The San Bushmen of Tsodilo

© San bushman villagers story telling. Grasslands Bushman Camp
When on your Central Kalahari Safari Experience you will get the chance to interact with one of the world's most ancient cultures - the San Bushmen.

The ancient recordings and art left behind at Tsodilo are thought to be made by predecessors of the original inhabitants of Southern Africa, the San people.

The San and their ancestors are known to have inhabited Southern Africa for over 40 000 years until approximately 2000 years ago when the Bantu began arriving approx. 2000 years ago. With the arrival of the Batawana at the end of the 18th century, the political situation in Ngamiland would change drastically.

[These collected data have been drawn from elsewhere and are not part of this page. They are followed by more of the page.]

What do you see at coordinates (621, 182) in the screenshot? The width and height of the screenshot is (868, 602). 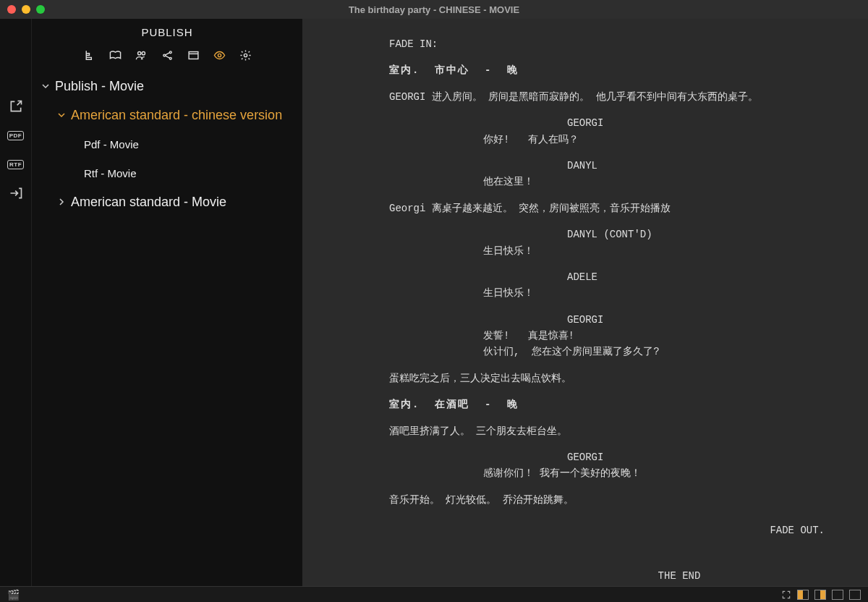 I see `script-line: 他在这里！` at bounding box center [621, 182].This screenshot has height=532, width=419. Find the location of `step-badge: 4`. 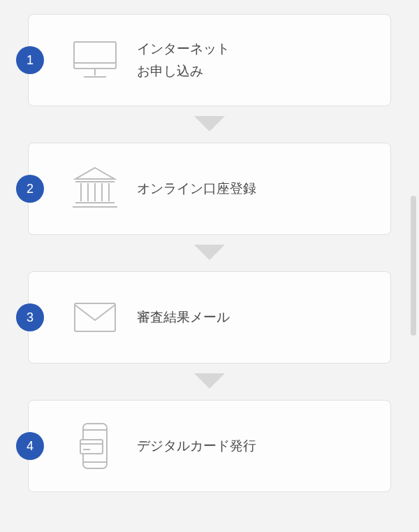

step-badge: 4 is located at coordinates (30, 446).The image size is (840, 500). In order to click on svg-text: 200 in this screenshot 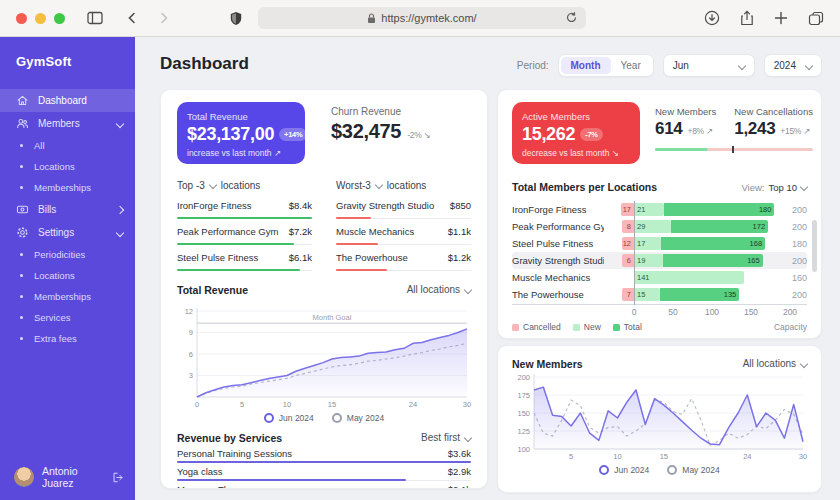, I will do `click(524, 378)`.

The San and Khoesan once lived peacefully alongside the Bantu until the Batawana formed a centralised kingdom and began to clash with the San tribes, subjecting them to servitude. Tsodilo was one of the last outposts of undisputed San settlement in the region of Ngamiland.

Although the Batawana started off as loosely indistinguishable groups, they eventually became more of a centralized presence and due to a fierce tribal hierarchy system that prevailed at the time, less politically structured tribes such as the San were forced into slave labour.

The specific San group that retained control over the area were the Ncaekhoe - who were actually Bantu migrants who arrived in Tsodilo and adopted the Khoesan language. They claimed the land and possessed an intimate knowledge of the Hills and so were able to retain possession of this territory.

The hostility of the Batawana forced many into servitude which would lead to the the arrival of two other settlements at Tsodilo - The Bantu speaking Hambukushu and the San speaking Juc'hoansi. These are the only two settlements in existence at Tsodilo today.

Tsodillo became a safe-haven that provided food, water and shelter in a dangerous landscape, during a time where slave traders and hostile tribal despots threatened human existence. The Juc'hoansi were a semi nomadic people who were threatened by Batawana from the east and came to settle periodically at the hills during the dry winter months for its available water sources.
Another group people known as the Hambakushu, migrated here from tribes of the Kovango regions, whose tyrannical chiefs subjected them to unbearable treatment. They fled and eventually reached Tsodilo settling near female hill.According to oral records, the Ncaekhoe were remembered as welcoming to the new tribes. This may have been due to their mutual enemy in the Batawana or due to the fact that the Ncaekhoe had already encountered the Hambakushu from the Okavango river and the Juc'hoansi from trading routes. Hunting and gathering as well as trading were the means of survival and the tribes sealed their allegiance by inter-marriage.

Due to their ethnicity, the Hambakushu were able to gain land in Tamatshaa for political allegiance to the Batawana and began to make their existence here in the face of difficult circumstances, although still periodically returning to Tsodilo.

Meanwhile relations between the Ncaekhoe and the Juc'hoansi began to worsen leading to the Ncaekhoe leaving the area. The vacuum that was left by the Ncaekhoe was quickly filled by the Hambakushu allied to the Batawana who proceeded to move back and claim the hunting rights around the hills. Their relationship with the Juc'hoansi degenerated to a relationship where the power scale tipped in favour of the Hambakushu.

When Laurens van der Post arrived in the 1955 in search of the original bushmen of the Kalahari, the Hambakushu leader Samutjau, lead the author around the hills who hoped to see the original San Bushmen of the Kalahari. Being a semi nomadic people, they were nowhere to be found at the time however Van der Post attributed a stirring account of the area in his famed book, The Lost World of the Kalahari.
Eventually Samutjau would find a way to persuade the Juc'hoansi to return to Tsodilo for the mutual interest of both tribes as the number of foreign visitors increased this upstart of tourist activity, created a more beneficial environment for the two settlements. Today the Hambakushu and Juc'hoansi live in relative harmony even though there are still disagreements that remain in their past.